JUAN GONZALEZ: And the claim that Israel really has gone after those rogue elements in the military who may have been involved in the targeting of civilians, that were not, quote, "part of Israeli policy," supposedly?
If anything highlights the fact that Gonzalez is arguing against Judge Goldstone, it is this bizarrely constructed question. Gonzalez' tendentious phrasing of what should be two simple questions (1. Has Israel investigated misdeeds by their troops in Gaza; and, 2. Were those misdeeds part of Israeli policy?) is so comically freighted with argumentation that it's barely intelligible as English. The icing on the cake is that he still feels it necessary at the question's end to add "supposedly", as if there could be any doubt as to what he thinks of Israel's, and now Goldstone's, "claims" that Israel did not target civilians. The complete failure on the part of Gonzalez or either of his guests to cite any evidence to back up this charge makes Gonzalez' argumentative phrasing all the more puzzling, and brings the weakness of their arguments into very clear focus.
There is nothing intrinsically wrong with journalism that highlights Israeli misdeeds in Gaza. Such reporting is absolutely essential and should be supported wholeheartedly regardless of one's views on the subject. But when interviewers deliberately distort news stories to argue their side of an issue they cross the line between advocacy journalism and mere advocacy. This is the problem with Fox News, and it's the problem with this Democracy Now interview. Democracy Now did not report on this story, they just used it as an occasion to promote a particular political view. Such overt argumentation may work to confirm the beliefs of their target audience (who knows -- it may even alienate some of their core audience with its clumsiness), but it clearly does nothing to bring out the facts, which is what journalists are supposed to do.
I don't expect to agree with Democracy Now on Israel, but I would like to see them do what they do better.
As bad as the interview's questions were, the answers were sometimes ludicrous. Horowitz made the following point in response to what aspects of the Goldstone Report Goldstone's column retracted.
(Goldstone, in his column) talked about one small point. He said that there was not a policy, an intentional policy, to target civilians. This was something that was mentioned in the report, but it was just one small issue.

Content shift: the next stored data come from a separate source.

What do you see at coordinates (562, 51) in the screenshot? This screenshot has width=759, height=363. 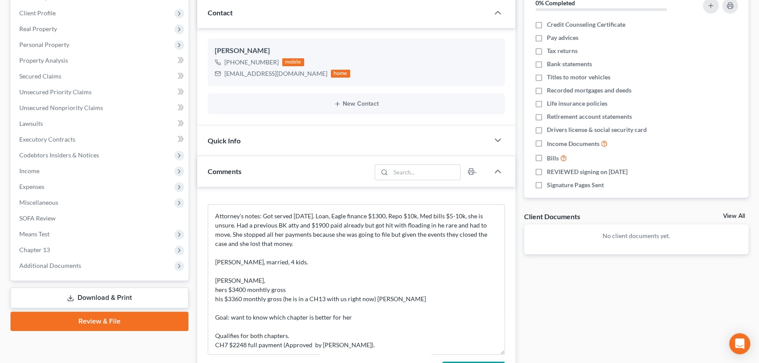 I see `span: Tax returns` at bounding box center [562, 51].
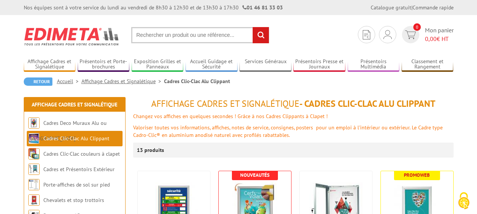  What do you see at coordinates (260, 35) in the screenshot?
I see `input: rechercher` at bounding box center [260, 35].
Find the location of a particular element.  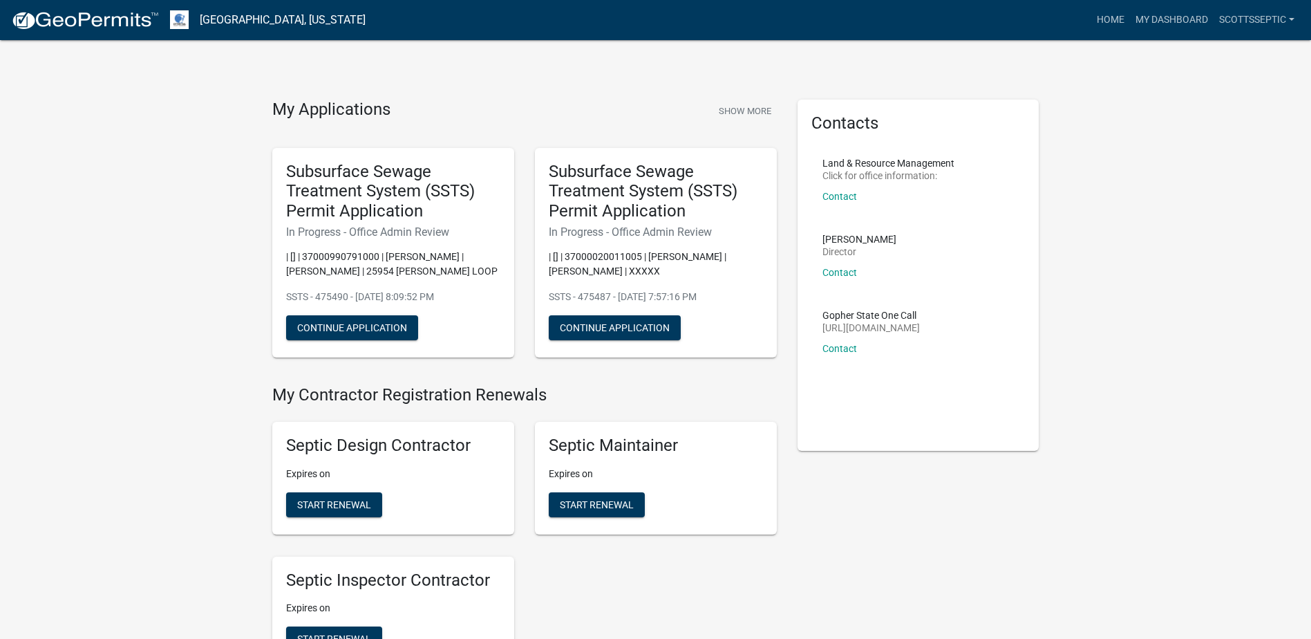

Horowitz, incredibly, argues that the question of whether Israel targeted civilians as a matter of policy is a "small point". This argument is Horowitz' lead bullet point -- the one he came into the interview most prepared to say -- the one he thought most important. The question of whether either side deliberately targeted civilians as a matter of policy is precisely the main point and Horowitz knows it. If Goldstone had written a column stating that facts have come to his attention which confirm charges that Israel targeted civilians, Horowitz would rightly be arguing that that is a main point. Now that the facts belie such charges, Horowitz is forced to unconvincingly argue that the targeting of civilians is a "small point". That would really make quite a headline, wouldn't it?
Adam Horowitz: Israeli targeting of civilians a 'small point' (Better than the headline I chose for this post? Maybe so.)
In fairness to Horowitz, he goes on to argue against the Gaza War in terms that would apply equally to military action in any populated area, specifically with respect to the inevitability of civilian casualties and to humanitarian issues deriving from damage to infrastructure. He is right to say that those really are important points which are fundamental to understanding both the causes and results of the Gaza War. When Hamas concealed weapons, combatants and command centers in populated areas and near essential infrastructure, and when they deliberately targeted Israeli civilians with missiles, they committed precisely the type of acts against which Horowitz argues. Hamas' shelling of Israeli civilians were the acts which Israel's counterattack addressed. Hamas' use of Palestinian civilians, including in schools and hospitals, as human shields, caused many of the civilian casualties. Hamas committed precisely the war crimes which created the humanitarian issues about which Horowitz is rightly upset, but he is unable to see that.
In her answers, Ratner echoes Horowitz' lead point, calling the retraction by Goldstone of charges that Israel deliberately targeted civilians a "modest retreat". While she minimizes the importance of the question of whether Israel targeted civilians, Ratner does not retreat from making that charge. The one specific case which she is able to cite as potentially indicating deliberate targeting of civilians by Israel is the horrendous shelling of a house which contained an extended family. According to reports, about 40 members of the al-Samouni family had been herded into their house in Zeitoun by Israeli troops to shelter them from harm. According to Israeli investigators, and now to Goldstone as well, that house was later shelled by the IDF as the result of a misread digital image, killing more than 20 and wounding many other members of the family. It was a horrible, deeply troubling, incident, but is was not a deliberate one. The Israeli investigation of this incident concerns breakdowns in communications between command centers and troops, failures of troops to follow approved procedures, flaws in imaging technology and negligence in its use. There is no reason that Israel would kill this family deliberately and such a charge does not comport with the facts. For one thing, Israel went to extraordinary lengths to prevent civilian casualties, to the extent that it severely limited what they were able to achieve with respect to fighting Hamas. Why on earth would they limit themselves where it really effected the outcome of the war, but arbitrarily target this group of civilians for attack where they stood to gain nothing?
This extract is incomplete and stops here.